Movie Info
Movie Name: Brink of Life
Studio: Nordisk Tonefilm
Genre(s): Drama
Release Date(s): March 31, 1958 (Sweden)/May 13, 1958 (Cannes)
MPAA Rating: Not Rated
In maternity ward, three women find themselves in different situations. Cecilia Ellius (Ingrid Thulin) is struggling with loss and the fear that the marriage to her husband Anders (Erland Josephson) who doesn’t support the pregnancy is a mistake. Stina Andersson (Eva Dahlbeck) and her husband Harry (Max Von Sydow) are expecting a child but Stina discovers the baby is taking longer to be born than she had hoped or expected. Young and unmarried Hjördis Petterson (Bibi Andersson) wishes she wasn’t pregnant and questions what her future holds if the baby is born.
Directed by Ingmar Bergman, Brink of Life (Nära livet) is a black-and-white Swedish drama. Following Bergman’s Wild Strawberries from 1957, the film sometimes goes by the title So Close to Life and received a Best Director award with Best Actress awards for Bibi Andersson, Eva Dahlbeck, Ingrid Thulin, and Barbro Hiort af Ornäs at the Cannes Film Festival. The Criterion Collection released a remastered version of the film as part of their Ingmar Bergman’s Cinema boxset.
The massive Ingmar Bergman’s Cinema boxset is filled with interesting and classic films. Sometimes, going through and picking an unseen film for time is a good thing. Brink of Life is a strong drama with a great cast that is short and sweet.
The film is essentially a character study (like many of Bergman’s movies) of the three women in different positions in their life. The tie is the unknown factor of what motherhood can do to a person. Cecilia’s character isn’t sure she wants to be a mother or if she’d be a good mother, but finds herself mourning the loss of her child when the opportunity is taken from her. Stina wants nothing more than to be a mother and demonstrates her desire in her treatment of her roommates and her concern for their wellbeing. Hjördis doesn’t want to be a mother because of the fears and her youth and struggles with the idea that rejecting motherhood could hurt a child who didn’t ask to be born.
The cast is great. While all three expectant mothers do a great job, Eva Dahlbeck shines the brightest. Her joy of the upcoming motherhood is the often described “radiant” mother that practically gives off light. As a jaded viewer, you know that it could be bad for her in the end (especially after her own fearful vision), but the script has you maintaining hope that you’ll be wrong since the script is very naturalistic. The fourth “mother” is Barbro Hiort af Ornäs who plays the nurse Brita who you have to imagine has seen so much and takes on these experiences every day.
The movie is very basic in its visuals. Set entirely in the maternity wing of the hospital, the movie obviously deals with blank walls and cold, undecorated rooms…which does raise the question of why “sterility” in hospitals means that they have to be so lifeless. In Bergman’s film, the characters bring the life into the empty space and naturally fill it.
Brink of Life isn’t the most memorable film you will ever watch, but it is a good film. It is always a nice reminder that movies can do drama and due it subtly. The film is blunt but tactful in its exploration and it feels like something that was probably ahead of its time. Now, you might expect some more graphic scenes and discussions, but that doesn’t necessarily make it better. Bergman followed Brink of Life with The Magician also released in 1958.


* Required action: Say how many lines in the material below contain the word "increasing", giving the number alone.
━━━━━━━━━━
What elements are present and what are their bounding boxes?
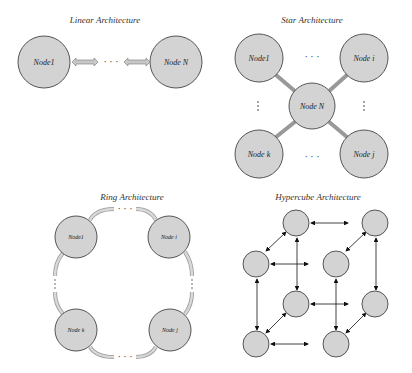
ring-node-j-label: Node j xyxy=(161,327,178,333)
hypercube-architecture-panel: Hypercube Architecture xyxy=(243,192,388,357)
star-node-1-label: Node1 xyxy=(248,54,270,63)
ellipsis: · · · xyxy=(104,56,119,67)
ring-title: Ring Architecture xyxy=(99,192,163,202)
ellipsis: · · · xyxy=(118,203,133,214)
hypercube-node xyxy=(362,291,388,317)
star-node-i-label: Node i xyxy=(352,54,374,63)
linear-node-1-label: Node1 xyxy=(33,58,55,67)
hypercube-node xyxy=(323,331,349,357)
ring-node-i-label: Node i xyxy=(160,234,177,240)
architecture-diagrams: Linear Architecture Node1 Node N · · · S… xyxy=(0,0,412,373)
linear-architecture-panel: Linear Architecture Node1 Node N · · · xyxy=(18,15,202,88)
ellipsis: · · · xyxy=(305,51,320,62)
star-title: Star Architecture xyxy=(281,15,342,25)
ring-node-1-label: Node1 xyxy=(67,234,84,240)
ellipsis: · · · xyxy=(118,351,133,362)
ring-architecture-panel: Ring Architecture Node1 Node i Node k xyxy=(54,192,192,362)
star-architecture-panel: Star Architecture Node1 Node i Node N No… xyxy=(235,15,388,178)
hypercube-node xyxy=(323,251,349,277)
hypercube-node xyxy=(362,210,388,236)
hypercube-node xyxy=(243,331,269,357)
hypercube-title: Hypercube Architecture xyxy=(274,192,361,202)
hypercube-links xyxy=(257,223,376,344)
ellipsis: · · · xyxy=(305,151,320,162)
hypercube-node xyxy=(283,291,309,317)
hypercube-node xyxy=(283,210,309,236)
linear-title: Linear Architecture xyxy=(69,15,140,25)
linear-node-n-label: Node N xyxy=(163,58,189,67)
vertical-ellipsis xyxy=(54,279,192,288)
double-arrow-icon xyxy=(72,58,98,66)
star-node-j-label: Node j xyxy=(352,150,375,159)
star-node-n-label: Node N xyxy=(299,102,325,111)
hypercube-node xyxy=(243,251,269,277)
double-arrow-icon xyxy=(124,58,150,66)
star-node-k-label: Node k xyxy=(247,150,271,159)
ring-node-k-label: Node k xyxy=(67,327,85,333)
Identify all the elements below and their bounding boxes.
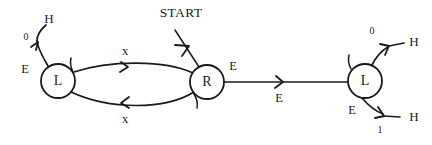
left-output-input-label: E bbox=[21, 62, 29, 76]
right-down-output-edge-group bbox=[362, 98, 400, 118]
left-output-arc bbox=[37, 41, 48, 66]
link-edge-label: E bbox=[275, 91, 283, 105]
right-up-output-edge-group bbox=[372, 43, 404, 65]
left-output-edge-group bbox=[31, 25, 48, 66]
right-up-terminal-label: H bbox=[409, 34, 418, 49]
left-output-digit-label: 0 bbox=[24, 31, 29, 42]
right-up-digit-label: 0 bbox=[370, 25, 375, 36]
node-left-l-label: L bbox=[54, 73, 63, 88]
right-up-arc bbox=[372, 47, 388, 65]
center-output-input-label: E bbox=[229, 59, 237, 73]
bottom-arc-path bbox=[71, 92, 194, 106]
diagram-canvas: 0 H E L x x START R bbox=[0, 0, 432, 145]
right-up-arc-tail bbox=[389, 43, 404, 46]
top-arc-path bbox=[74, 63, 193, 73]
start-arrowhead-icon bbox=[175, 45, 189, 56]
left-output-arrowhead-icon bbox=[31, 42, 38, 50]
node-center-r-label: R bbox=[202, 74, 212, 89]
state-diagram-svg: 0 H E L x x START R bbox=[0, 0, 432, 145]
top-arc-label: x bbox=[122, 44, 129, 58]
right-down-arc-tail bbox=[384, 116, 400, 117]
right-down-input-label: E bbox=[348, 103, 356, 117]
link-edge-group bbox=[224, 76, 348, 88]
bottom-arc-edge-group bbox=[71, 92, 194, 108]
top-arc-edge-group bbox=[74, 62, 193, 73]
start-label: START bbox=[160, 5, 203, 20]
start-edge-group bbox=[175, 30, 199, 67]
node-right-l-label: L bbox=[361, 73, 370, 88]
left-output-arc-tail bbox=[37, 25, 46, 41]
right-down-terminal-label: H bbox=[409, 109, 418, 124]
bottom-arc-label: x bbox=[122, 112, 129, 126]
left-output-terminal-label: H bbox=[44, 11, 53, 26]
bottom-arc-arrowhead-icon bbox=[121, 97, 129, 108]
right-down-arc bbox=[362, 98, 383, 114]
right-down-digit-label: 1 bbox=[378, 124, 383, 135]
right-open-paren-mark bbox=[348, 55, 351, 69]
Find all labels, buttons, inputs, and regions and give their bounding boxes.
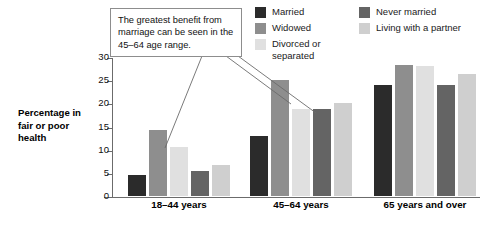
legend-item-living-with-a-partner: Living with a partner [359, 22, 461, 36]
chart-legend: Married Widowed Divorced or separated Ne… [255, 6, 495, 64]
bar-never-married [191, 171, 209, 196]
y-axis-line [112, 58, 113, 198]
legend-item-widowed: Widowed [255, 22, 321, 36]
bar-married [128, 175, 146, 196]
y-axis-title: Percentage in fair or poor health [18, 107, 96, 145]
legend-label-widowed: Widowed [272, 22, 311, 34]
chart-figure: The greatest benefit from marriage can b… [0, 0, 500, 236]
bar-living-with-a-partner [458, 74, 476, 196]
y-tick-label: 5 [104, 167, 109, 178]
y-tick-label: 0 [104, 190, 109, 201]
legend-label-married: Married [272, 6, 304, 18]
bar-married [250, 136, 268, 196]
bar-group-3: 65 years and over [374, 57, 476, 196]
legend-swatch-married [255, 7, 266, 18]
bar-group-1: 18–44 years [128, 57, 230, 196]
x-axis-group-label: 45–64 years [250, 199, 352, 210]
x-axis-group-label: 18–44 years [128, 199, 230, 210]
legend-swatch-divorced-or-separated [255, 39, 266, 50]
legend-swatch-never-married [359, 7, 370, 18]
bar-group-bars [250, 57, 352, 196]
y-tick-label: 15 [98, 121, 109, 132]
bar-divorced-or-separated [170, 147, 188, 196]
legend-label-living-with-a-partner: Living with a partner [376, 22, 461, 34]
legend-swatch-living-with-a-partner [359, 23, 370, 34]
bar-never-married [437, 85, 455, 196]
bar-never-married [313, 109, 331, 196]
bar-group-bars [128, 57, 230, 196]
plot-area: 051015202530 18–44 years45–64 years65 ye… [112, 58, 480, 197]
bar-group-bars [374, 57, 476, 196]
legend-label-never-married: Never married [376, 6, 436, 18]
legend-column-right: Never married Living with a partner [359, 6, 461, 38]
annotation-text: The greatest benefit from marriage can b… [118, 15, 233, 50]
bar-group-2: 45–64 years [250, 57, 352, 196]
y-tick-label: 20 [98, 97, 109, 108]
bar-divorced-or-separated [416, 66, 434, 196]
y-tick-label: 10 [98, 144, 109, 155]
bar-widowed [271, 80, 289, 196]
x-axis-line [104, 197, 480, 198]
bar-widowed [149, 130, 167, 196]
bar-divorced-or-separated [292, 109, 310, 196]
y-tick-label: 25 [98, 74, 109, 85]
bar-living-with-a-partner [212, 165, 230, 197]
annotation-callout: The greatest benefit from marriage can b… [110, 8, 242, 57]
bar-widowed [395, 65, 413, 196]
y-tick-label: 30 [98, 51, 109, 62]
legend-item-never-married: Never married [359, 6, 461, 20]
legend-swatch-widowed [255, 23, 266, 34]
bar-married [374, 85, 392, 196]
bar-living-with-a-partner [334, 103, 352, 196]
legend-item-married: Married [255, 6, 321, 20]
x-axis-group-label: 65 years and over [374, 199, 476, 210]
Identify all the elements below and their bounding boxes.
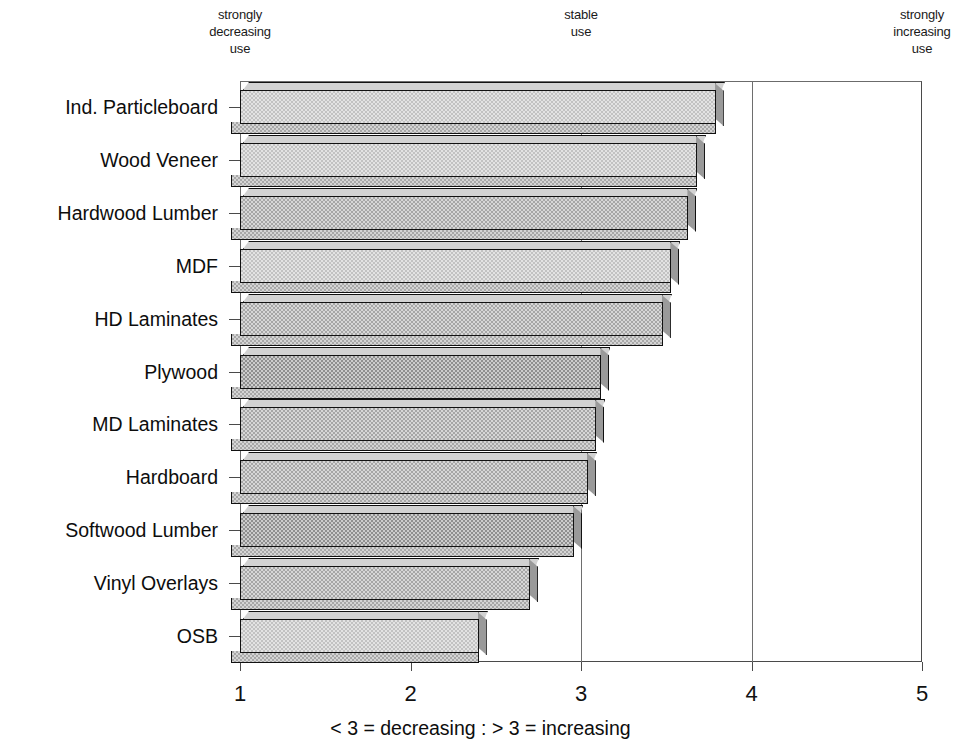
category-label: Softwood Lumber — [0, 519, 218, 541]
bar-top-face — [243, 188, 697, 196]
category-label: OSB — [0, 625, 218, 647]
y-tick-mark — [229, 266, 240, 267]
y-tick-mark — [229, 477, 240, 478]
bar-plywood — [240, 355, 601, 389]
chart-canvas: strongly decreasing use stable use stron… — [0, 0, 961, 753]
bar-front-face — [240, 249, 671, 283]
bar-top-face — [243, 452, 597, 460]
bar-wood-veneer — [240, 143, 697, 177]
x-tick-mark-5 — [922, 662, 923, 671]
bar-top-face — [243, 241, 680, 249]
bar-front-face — [240, 355, 601, 389]
bar-md-laminates — [240, 407, 596, 441]
bar-front-face — [240, 566, 530, 600]
y-tick-mark — [229, 107, 240, 108]
bar-top-face — [243, 347, 610, 355]
anchor-label-strongly-increasing: strongly increasing use — [837, 6, 961, 57]
bar-top-face — [243, 611, 488, 619]
bar-vinyl-overlays — [240, 566, 530, 600]
category-label: Vinyl Overlays — [0, 572, 218, 594]
x-tick-mark-4 — [752, 662, 753, 671]
bar-mdf — [240, 249, 671, 283]
y-tick-mark — [229, 160, 240, 161]
x-tick-label-4: 4 — [745, 683, 757, 705]
category-label: Ind. Particleboard — [0, 96, 218, 118]
bar-front-face — [240, 460, 588, 494]
bar-hardwood-lumber — [240, 196, 688, 230]
x-axis-caption: < 3 = decreasing : > 3 = increasing — [0, 717, 961, 739]
y-tick-mark — [229, 636, 240, 637]
x-tick-mark-2 — [411, 662, 412, 671]
y-tick-mark — [229, 213, 240, 214]
bar-front-face — [240, 513, 574, 547]
y-tick-mark — [229, 583, 240, 584]
gridline-x-4 — [752, 81, 753, 662]
bar-front-face — [240, 619, 479, 653]
x-tick-label-5: 5 — [916, 683, 928, 705]
bar-front-face — [240, 90, 716, 124]
bar-top-face — [243, 399, 605, 407]
x-tick-mark-1 — [240, 662, 241, 671]
bar-top-face — [243, 558, 539, 566]
bar-top-face — [243, 135, 706, 143]
anchor-label-strongly-decreasing: strongly decreasing use — [155, 6, 325, 57]
bar-softwood-lumber — [240, 513, 574, 547]
bar-hd-laminates — [240, 302, 663, 336]
category-label: HD Laminates — [0, 308, 218, 330]
bar-hardboard — [240, 460, 588, 494]
bar-front-face — [240, 196, 688, 230]
y-tick-mark — [229, 530, 240, 531]
bar-top-face — [243, 294, 672, 302]
bar-top-face — [243, 82, 725, 90]
bar-top-face — [243, 505, 583, 513]
category-label: Hardwood Lumber — [0, 202, 218, 224]
category-label: MD Laminates — [0, 413, 218, 435]
y-tick-mark — [229, 319, 240, 320]
y-tick-mark — [229, 372, 240, 373]
category-label: Wood Veneer — [0, 149, 218, 171]
bar-front-face — [240, 143, 697, 177]
bar-front-face — [240, 407, 596, 441]
bar-front-face — [240, 302, 663, 336]
x-tick-label-2: 2 — [404, 683, 416, 705]
x-tick-label-3: 3 — [575, 683, 587, 705]
category-label: Hardboard — [0, 466, 218, 488]
category-label: Plywood — [0, 361, 218, 383]
category-label: MDF — [0, 255, 218, 277]
bar-ind-particleboard — [240, 90, 716, 124]
y-tick-mark — [229, 424, 240, 425]
x-tick-label-1: 1 — [234, 683, 246, 705]
anchor-label-stable: stable use — [496, 6, 666, 40]
bar-osb — [240, 619, 479, 653]
x-tick-mark-3 — [581, 662, 582, 671]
━━━━━━━━━━
* Exercise answer: 2